▶ _Problem_:
Beginning at the line that contains "The height and width of the screenshot is (333, 592).", reproduce the entries below exactly, ending with the line that contains "The image size is (744, 1571).". Omit each picture.

▶ _Information_:
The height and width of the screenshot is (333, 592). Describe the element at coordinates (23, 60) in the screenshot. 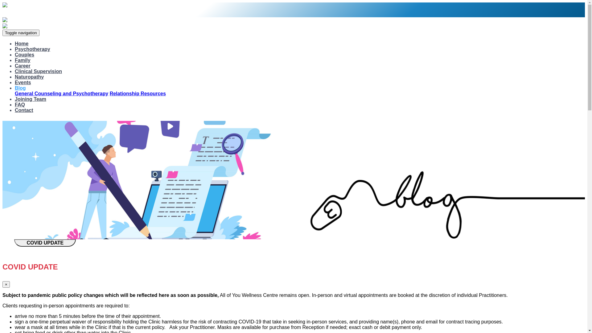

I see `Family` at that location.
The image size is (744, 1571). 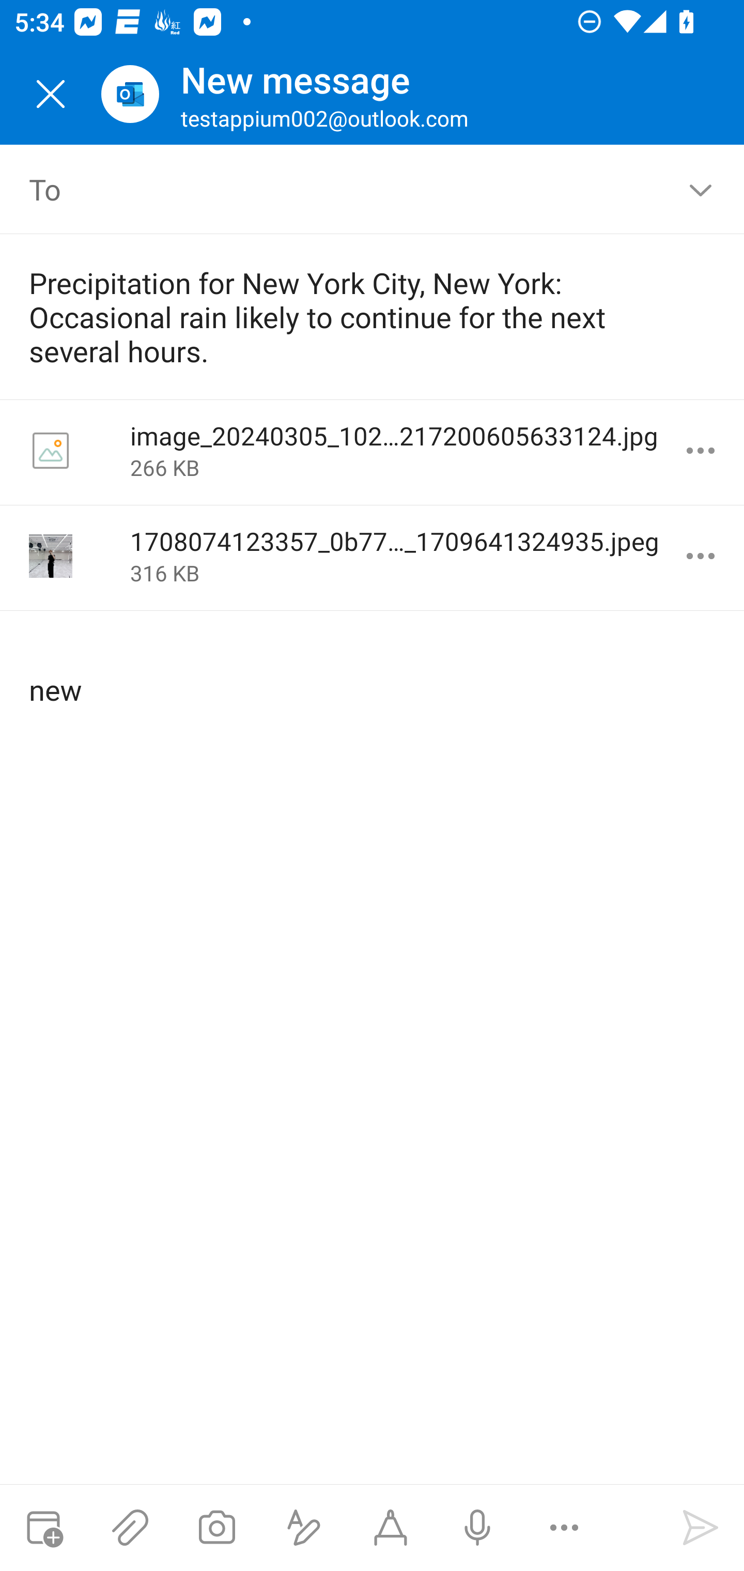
--
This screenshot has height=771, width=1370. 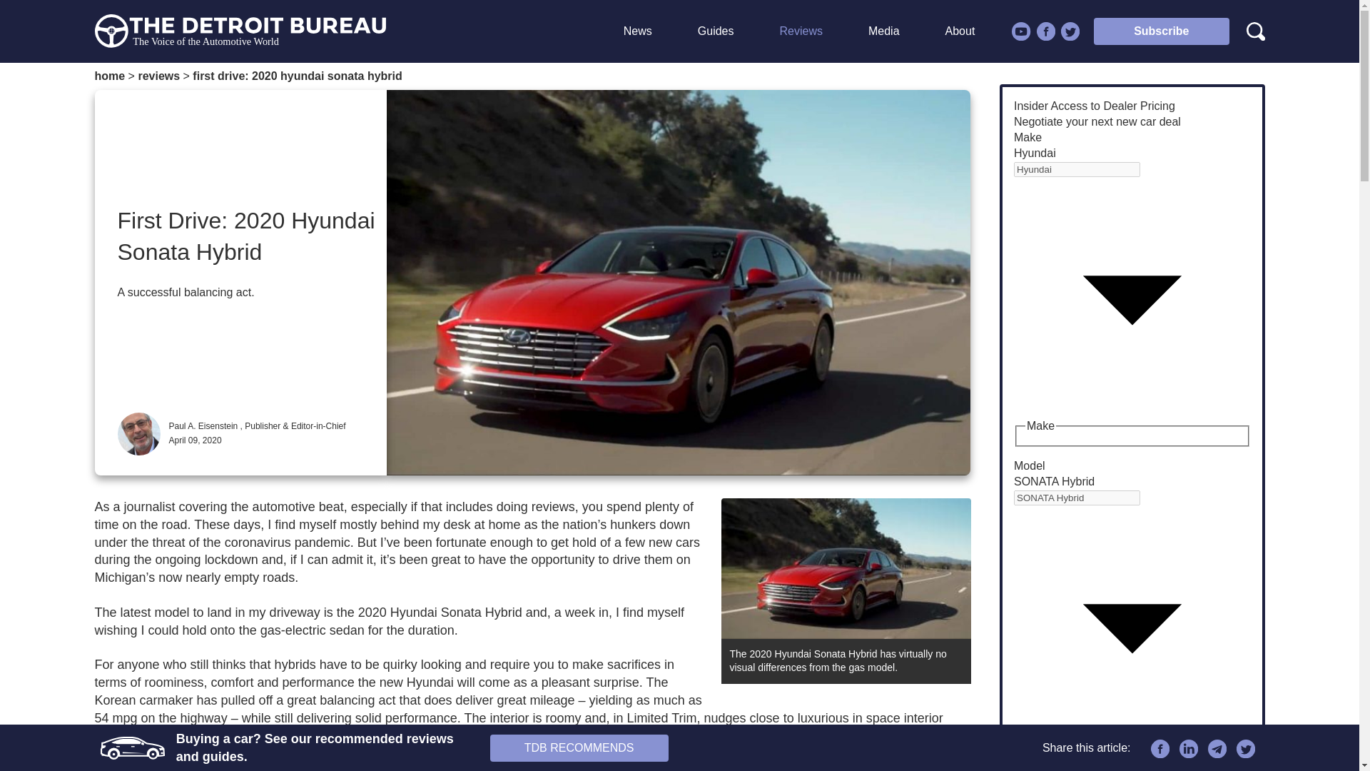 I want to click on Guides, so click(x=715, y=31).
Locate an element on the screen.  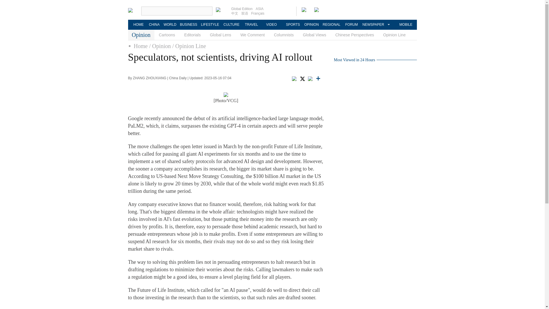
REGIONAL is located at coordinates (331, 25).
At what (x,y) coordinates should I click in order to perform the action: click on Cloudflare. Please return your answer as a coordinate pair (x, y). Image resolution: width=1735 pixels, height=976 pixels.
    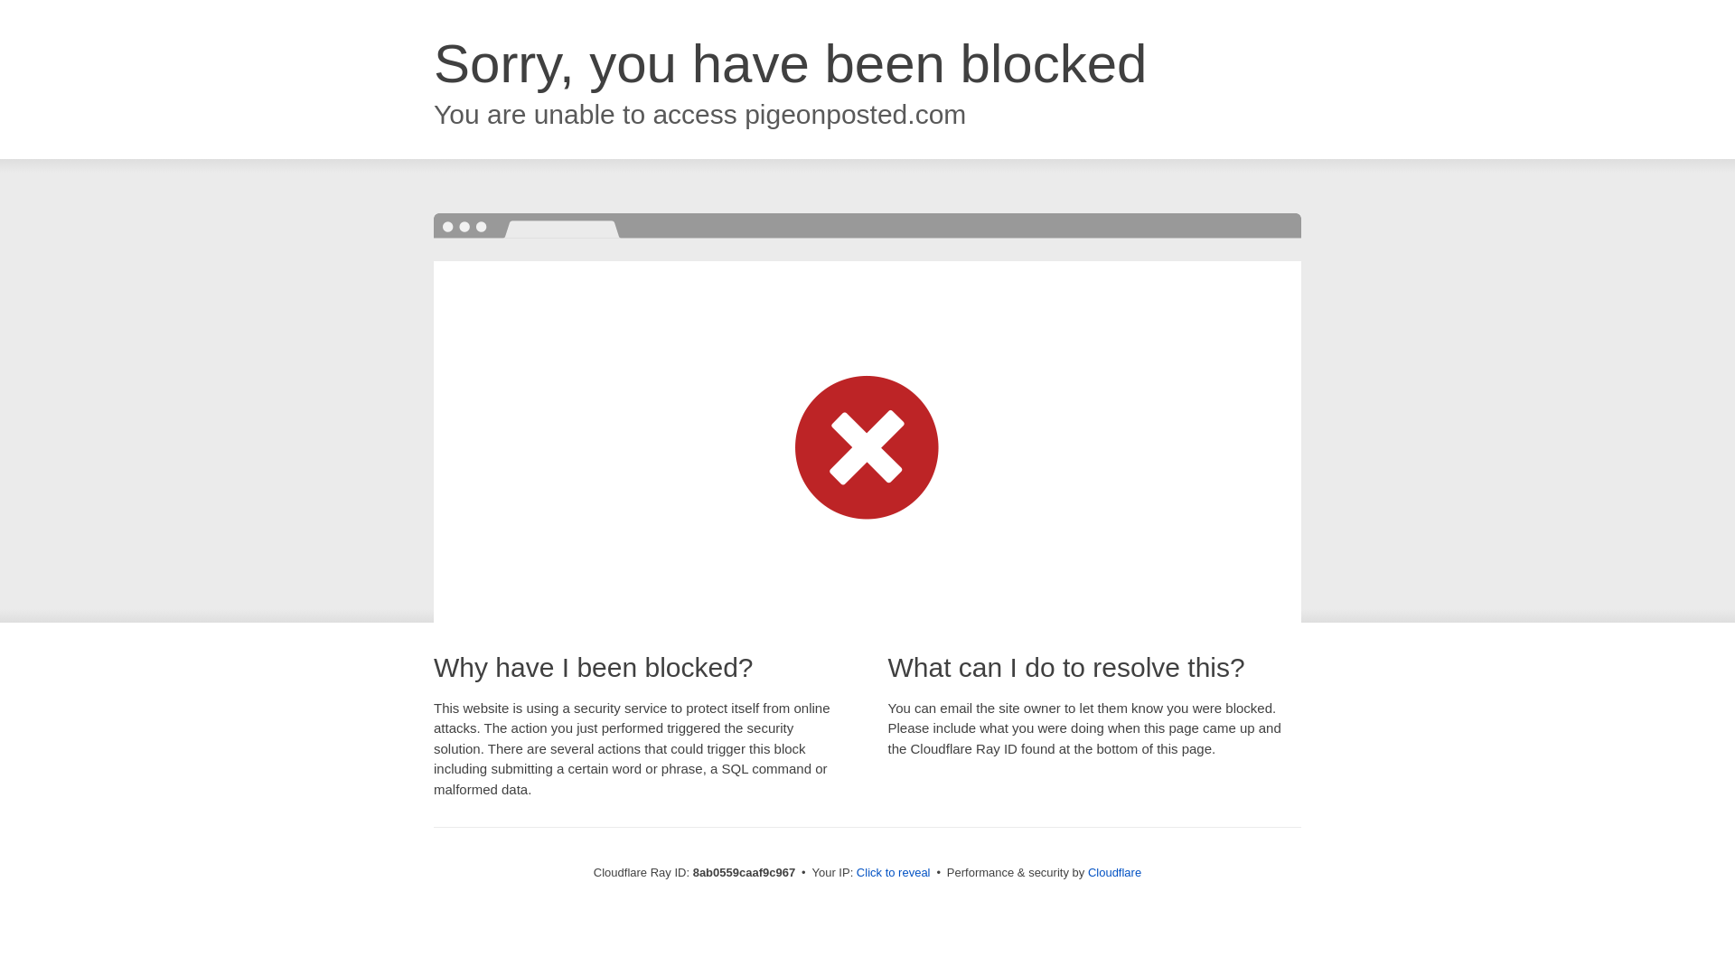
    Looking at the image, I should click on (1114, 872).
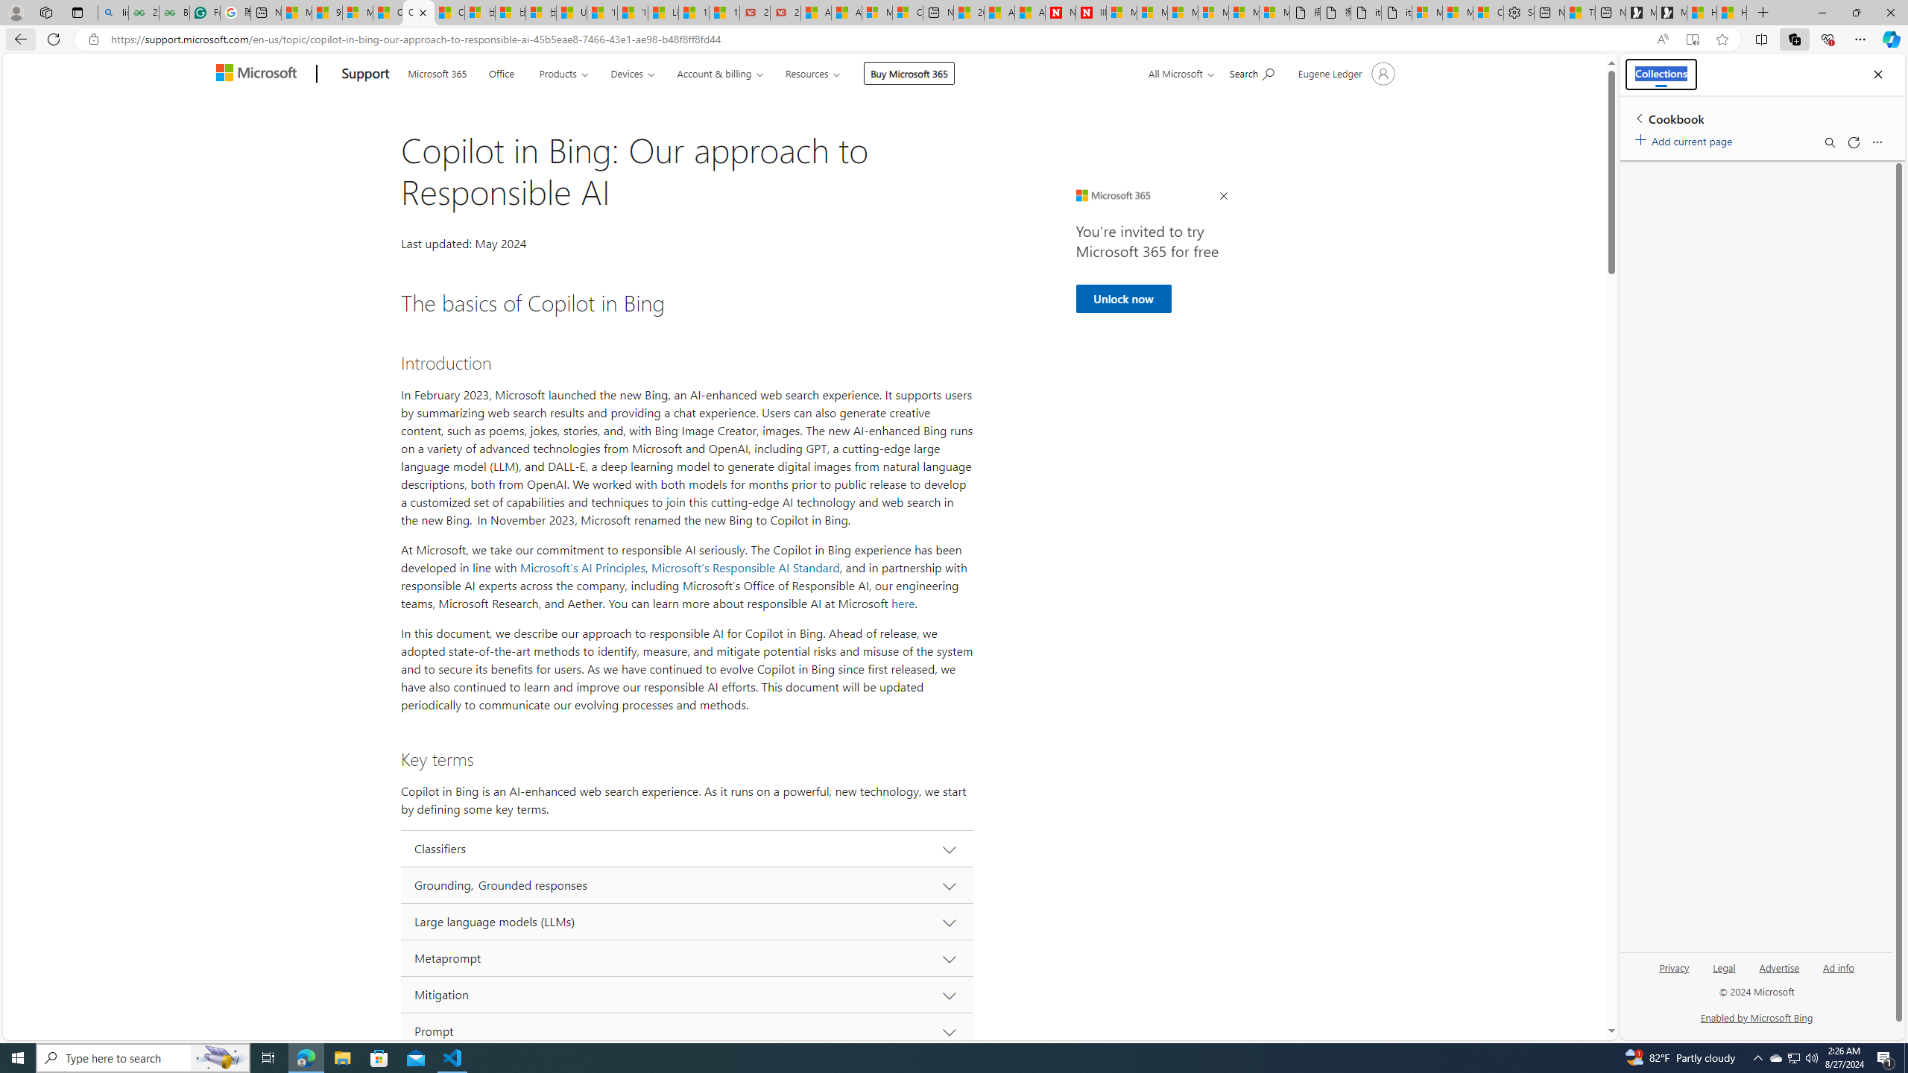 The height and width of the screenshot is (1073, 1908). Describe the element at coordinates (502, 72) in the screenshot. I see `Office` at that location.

▶ _Solution to this problem_:
The height and width of the screenshot is (333, 592). Describe the element at coordinates (23, 60) in the screenshot. 

I see `Family` at that location.
The image size is (744, 1571). 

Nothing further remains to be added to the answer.